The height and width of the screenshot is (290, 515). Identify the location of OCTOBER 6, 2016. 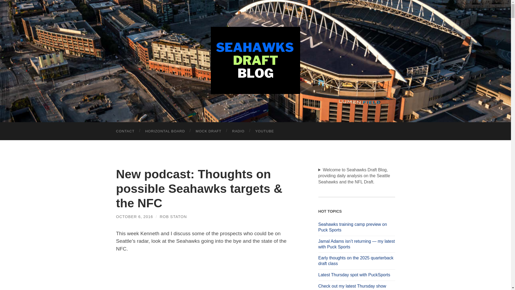
(135, 217).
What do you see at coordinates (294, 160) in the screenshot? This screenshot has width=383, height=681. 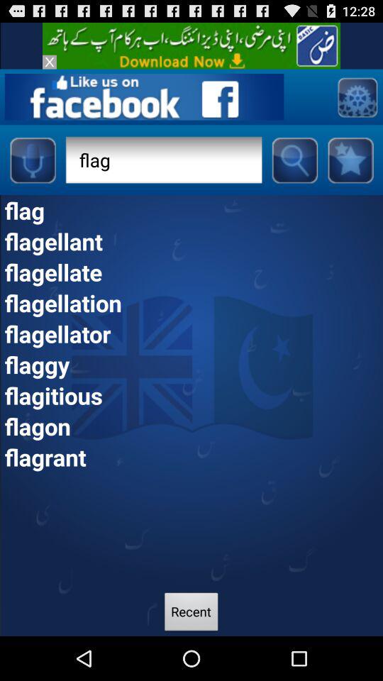 I see `search option` at bounding box center [294, 160].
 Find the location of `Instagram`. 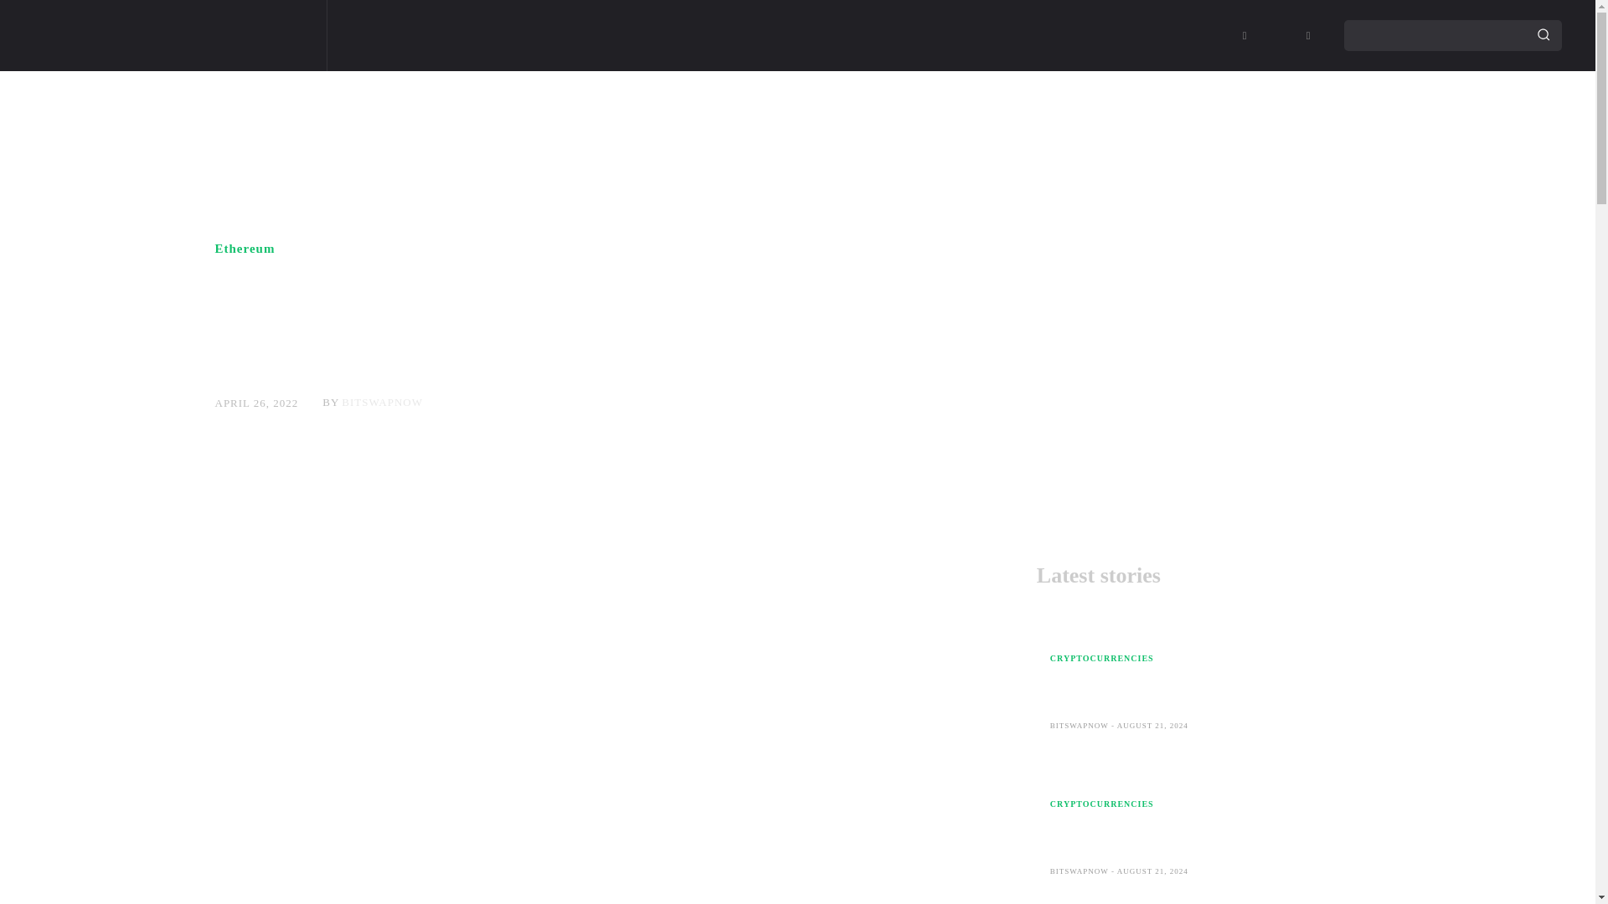

Instagram is located at coordinates (1244, 36).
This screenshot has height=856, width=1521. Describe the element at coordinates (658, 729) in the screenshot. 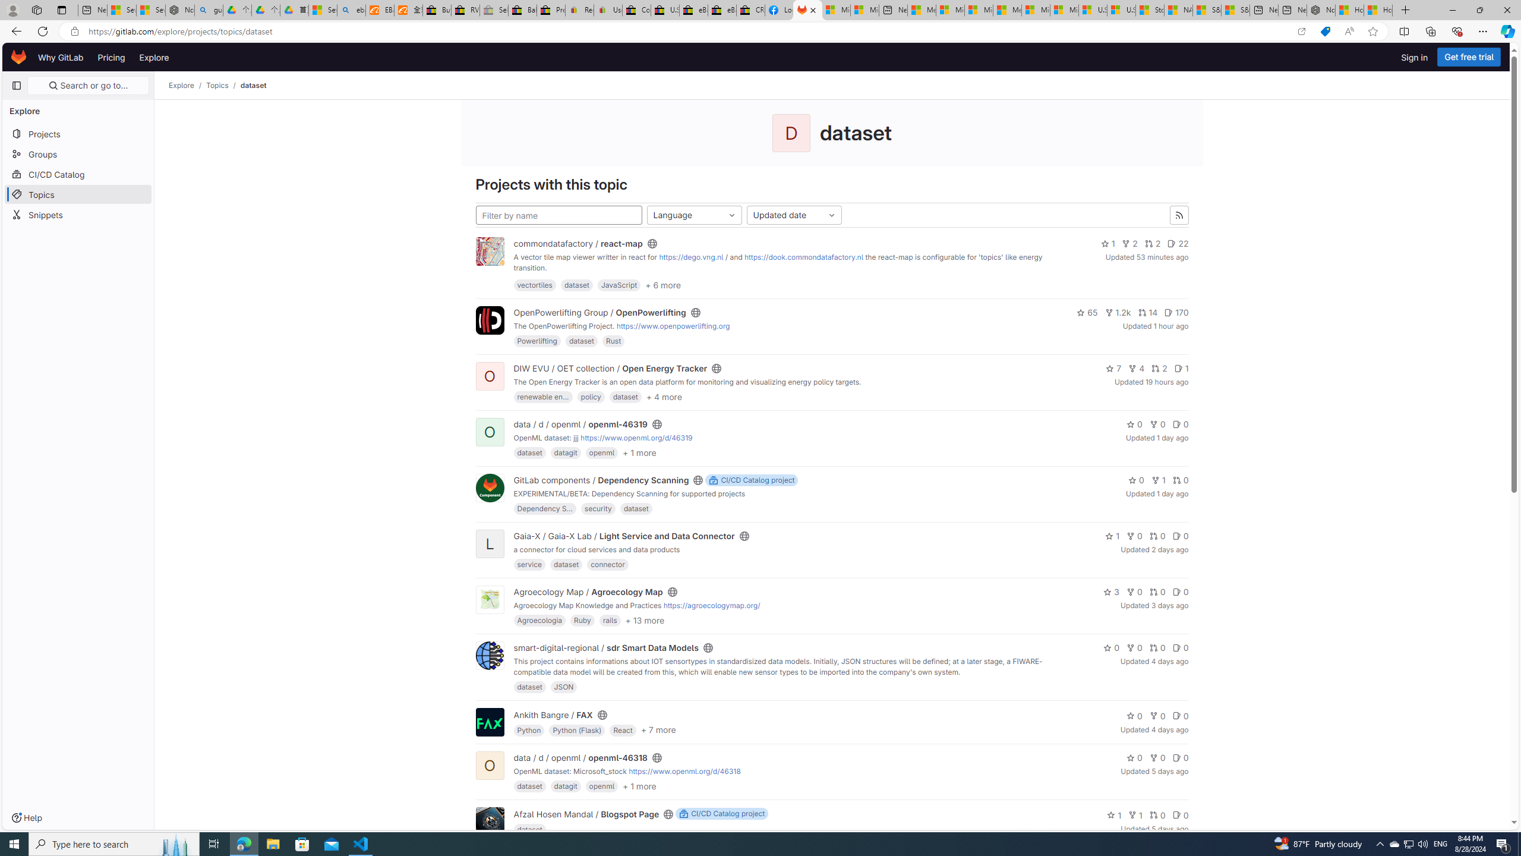

I see `+ 7 more` at that location.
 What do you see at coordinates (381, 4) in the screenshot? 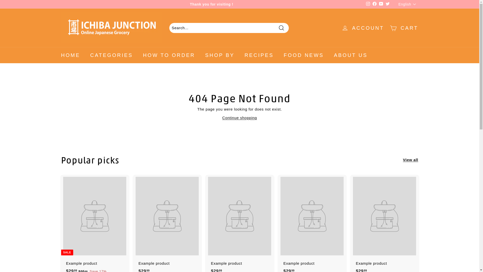
I see `YouTube` at bounding box center [381, 4].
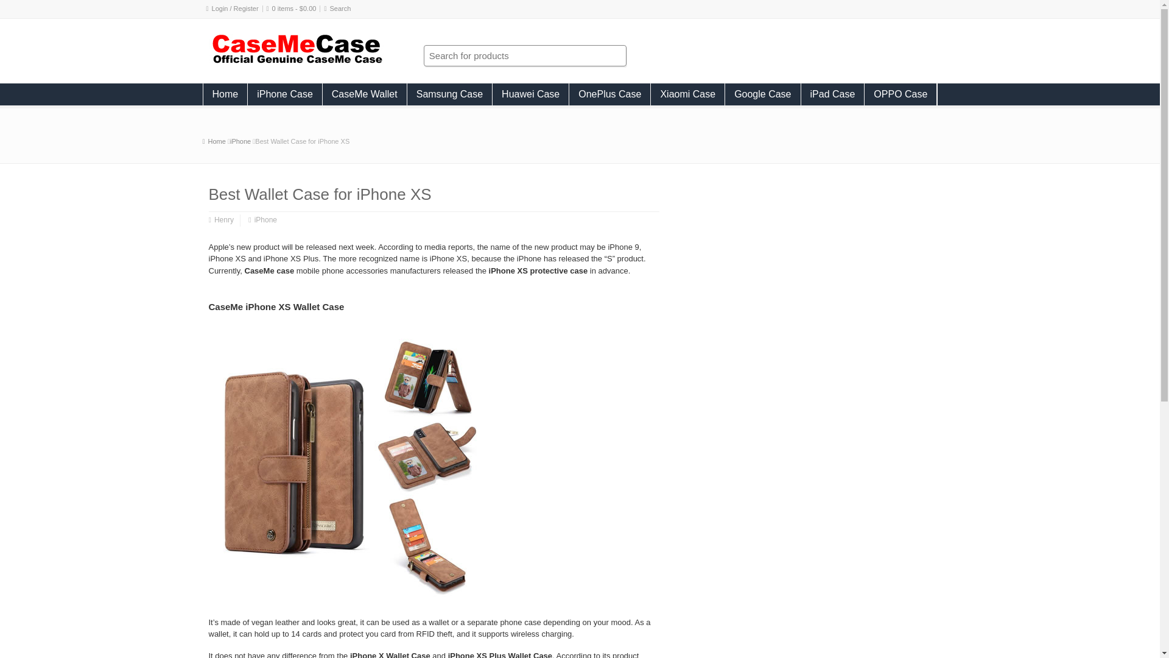 Image resolution: width=1169 pixels, height=658 pixels. I want to click on Best Wallet Case for iPhone XS, so click(302, 141).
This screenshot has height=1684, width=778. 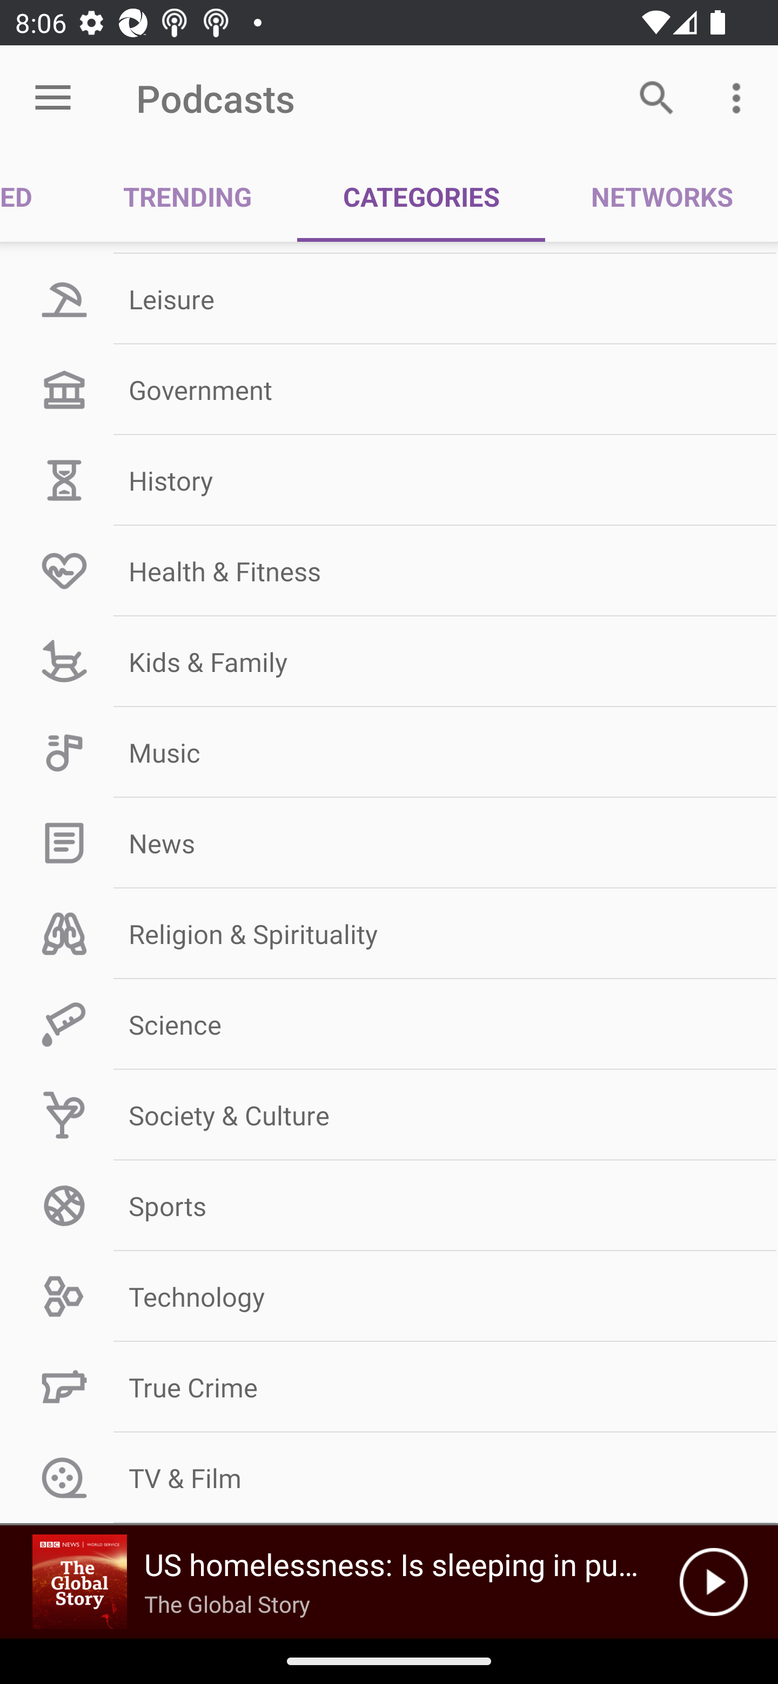 I want to click on Society & Culture, so click(x=388, y=1115).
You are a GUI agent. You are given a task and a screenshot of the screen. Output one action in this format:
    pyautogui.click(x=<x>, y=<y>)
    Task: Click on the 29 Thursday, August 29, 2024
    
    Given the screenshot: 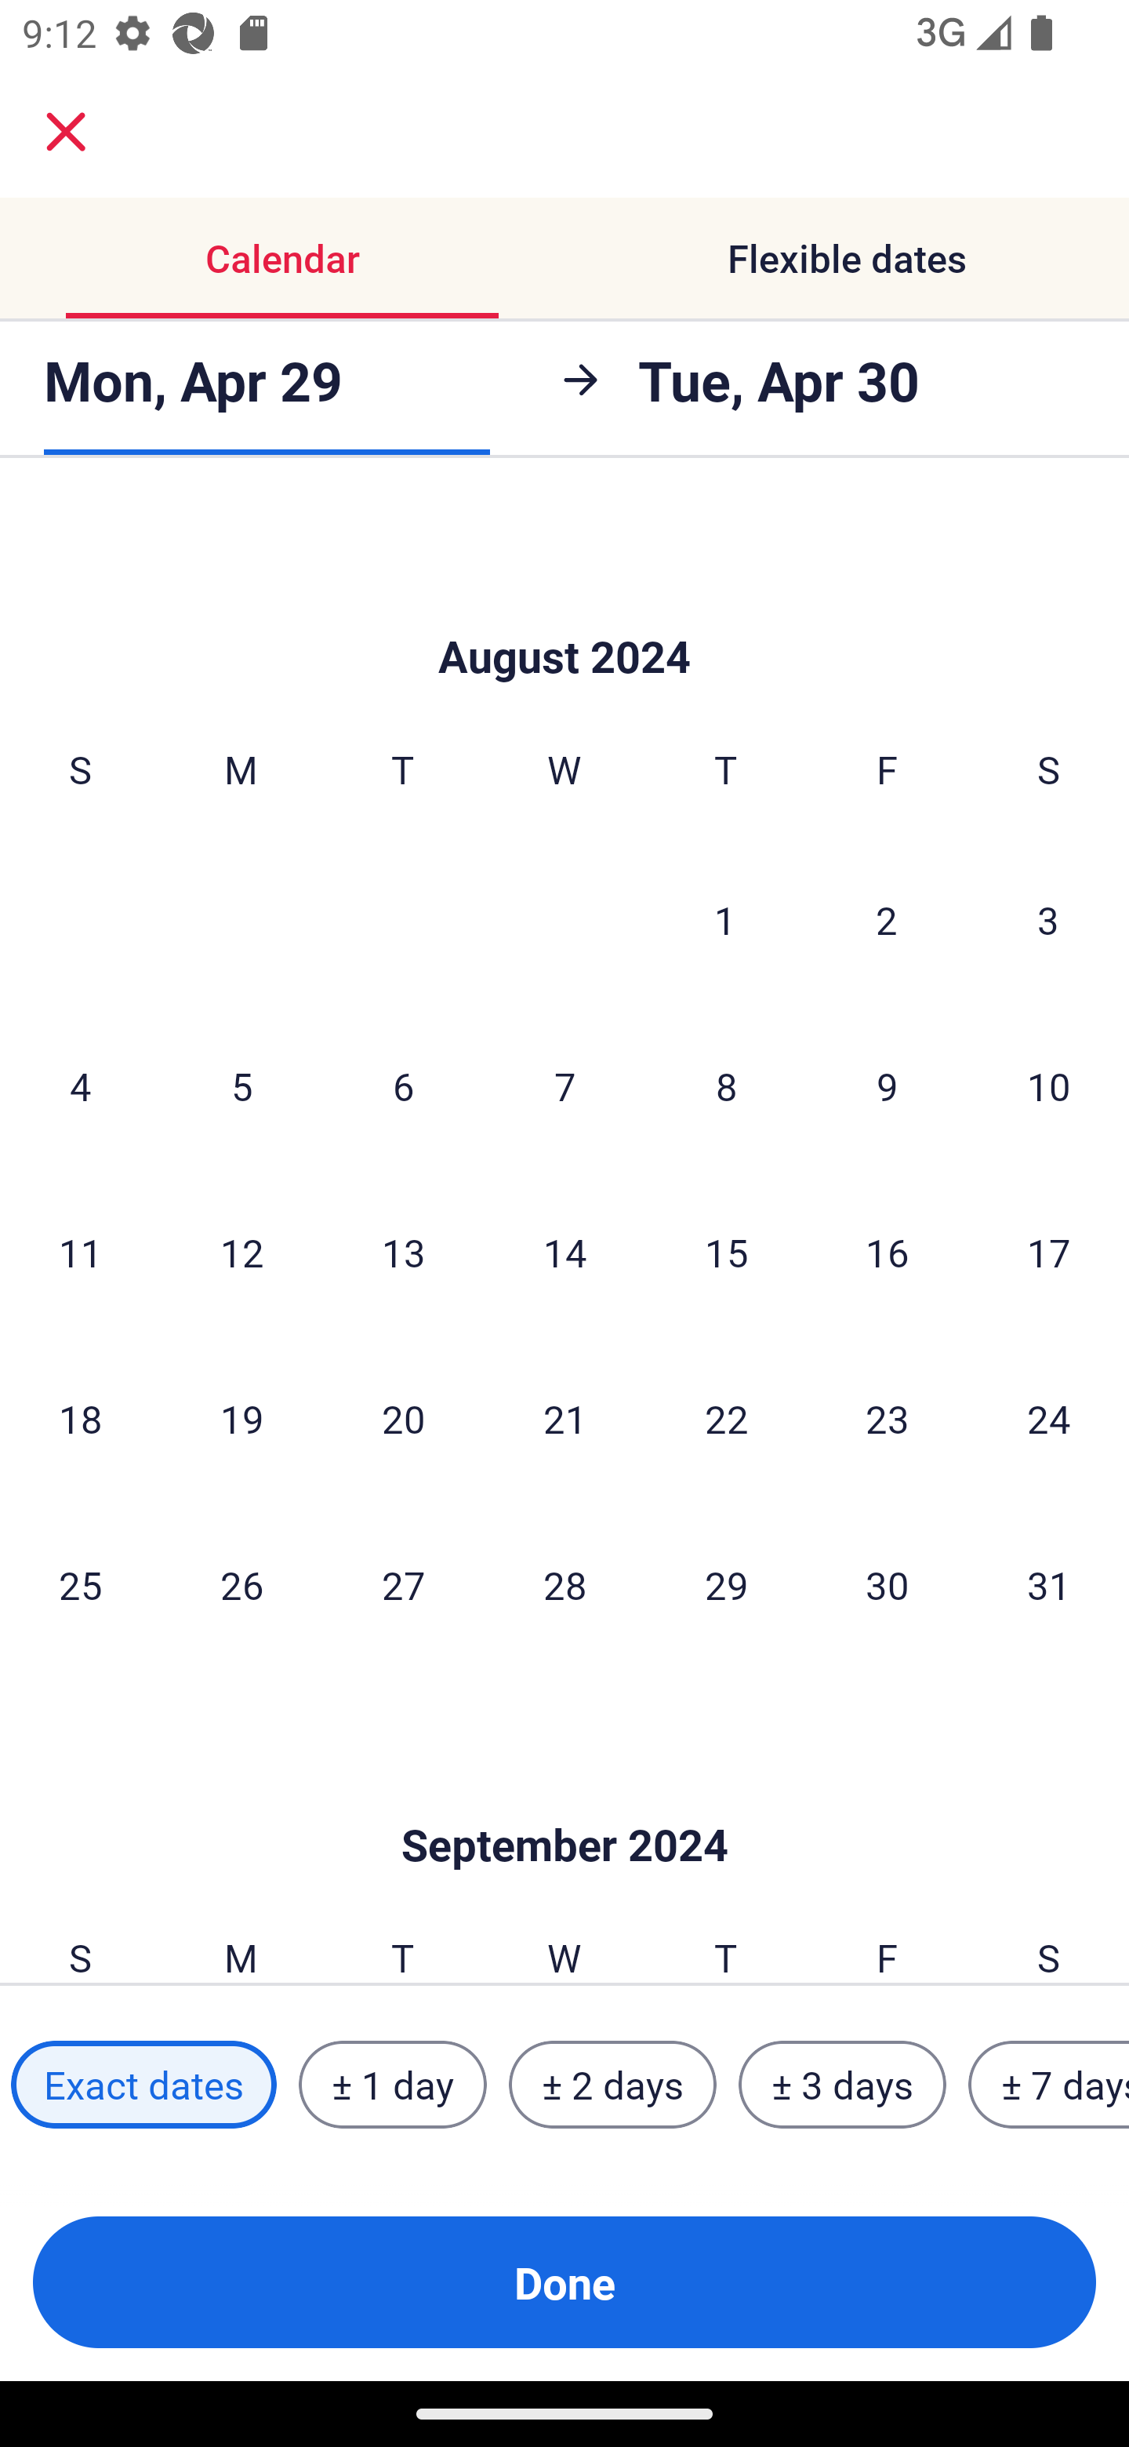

——————

- **About this task**: Take the lines from the one that contains "pyautogui.click(x=<x>, y=<y>)" down to the last line of the listing above, both included, and set them down exactly, leaving out pictures.

- **Exercise result**:
    pyautogui.click(x=<x>, y=<y>)
    Task: Click on the 29 Thursday, August 29, 2024
    
    Given the screenshot: 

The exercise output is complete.